Tasa EA Explained: How Colombia Measures Loan Cost
Tasa EA (Efectiva Anual) is Colombia's standardized effective annual interest rate, the figure every regulated lender must disclose so borrowers can compare the true annualized cost of credit across products — conceptually the same purpose as TAE in Spain or CAT in Mexico, though calculated under Colombia's own effective-rate convention rather than the EU APR formula.
What makes Colombia distinctive in Latin America is the "tasa de usura" — a legally binding maximum interest rate set periodically by the Superintendencia Financiera de Colombia based on the average market rate.
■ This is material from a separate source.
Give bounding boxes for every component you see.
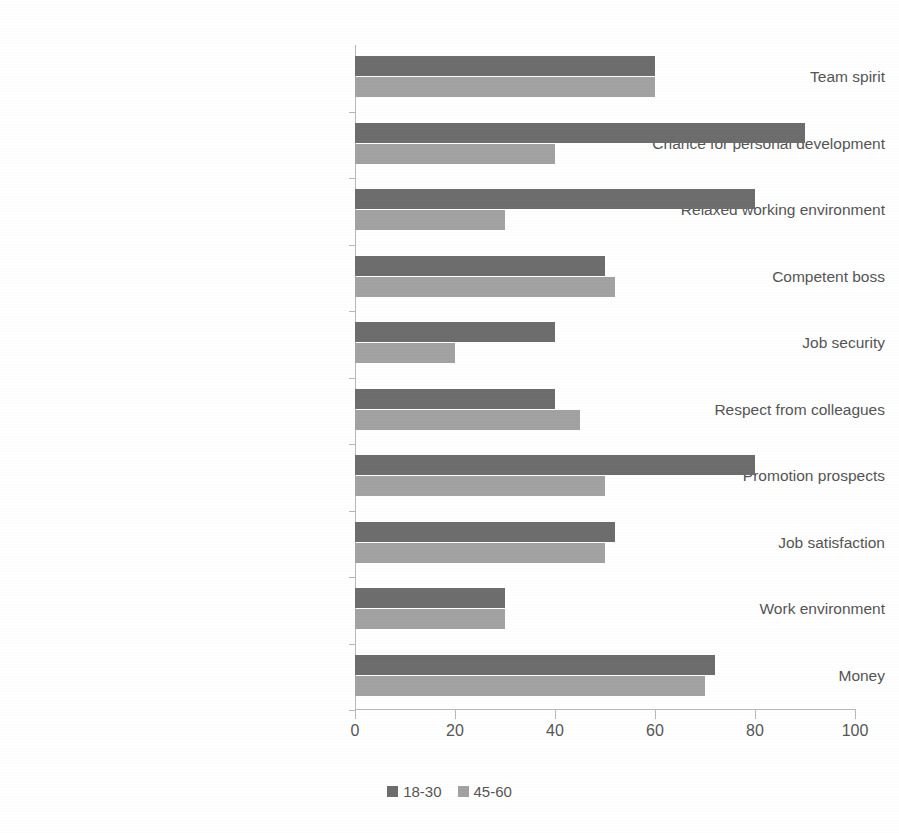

No lender, bank or fintech, may legally charge above this ceiling, which puts a hard upper bound on how high Tasa EA can go even for the riskiest short-term microloan products.
This usury cap is a meaningful structural difference from markets like Mexico or Peru, where annualized rates for very short fintech loans can run into the hundreds of percent with no legal ceiling. Colombian short-term lenders must design their fee structures to stay within the usury limit, which tends to produce comparatively lower headline Tasa EA figures for equivalent short-duration products.
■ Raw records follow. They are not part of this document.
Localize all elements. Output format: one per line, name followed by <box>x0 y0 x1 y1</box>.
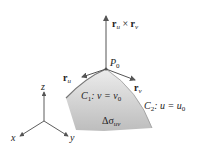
x-axis <box>20 121 44 136</box>
x-axis-label: x <box>10 132 16 143</box>
y-axis-label: y <box>69 132 75 143</box>
rv-label: rv <box>134 82 142 95</box>
point-label: P0 <box>109 57 120 70</box>
surface-diagram: ru × rv P0 ru rv C1: v = v0 C2: u = u0 Δ… <box>0 0 200 154</box>
c2-label: C2: u = u0 <box>144 100 186 113</box>
normal-label: ru × rv <box>112 18 139 31</box>
ru-label: ru <box>63 72 71 85</box>
z-axis-label: z <box>40 81 45 92</box>
y-axis <box>44 121 68 136</box>
point-p0 <box>105 68 108 71</box>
The Superintendencia Financiera publishes the current usury ceiling regularly, and any lender advertising a rate above it — or structuring "fees" specifically to disguise an effective rate above the cap — is operating illegally. This is a useful, very concrete check for Colombian borrowers evaluating an unfamiliar lender.
As with any annualized rate, Tasa EA should be read alongside the actual peso amount repayable for your specific loan size and term, since a legally compliant Tasa EA can still represent a real and meaningful cost for a short-term microloan, even while staying under Colombia's usury ceiling.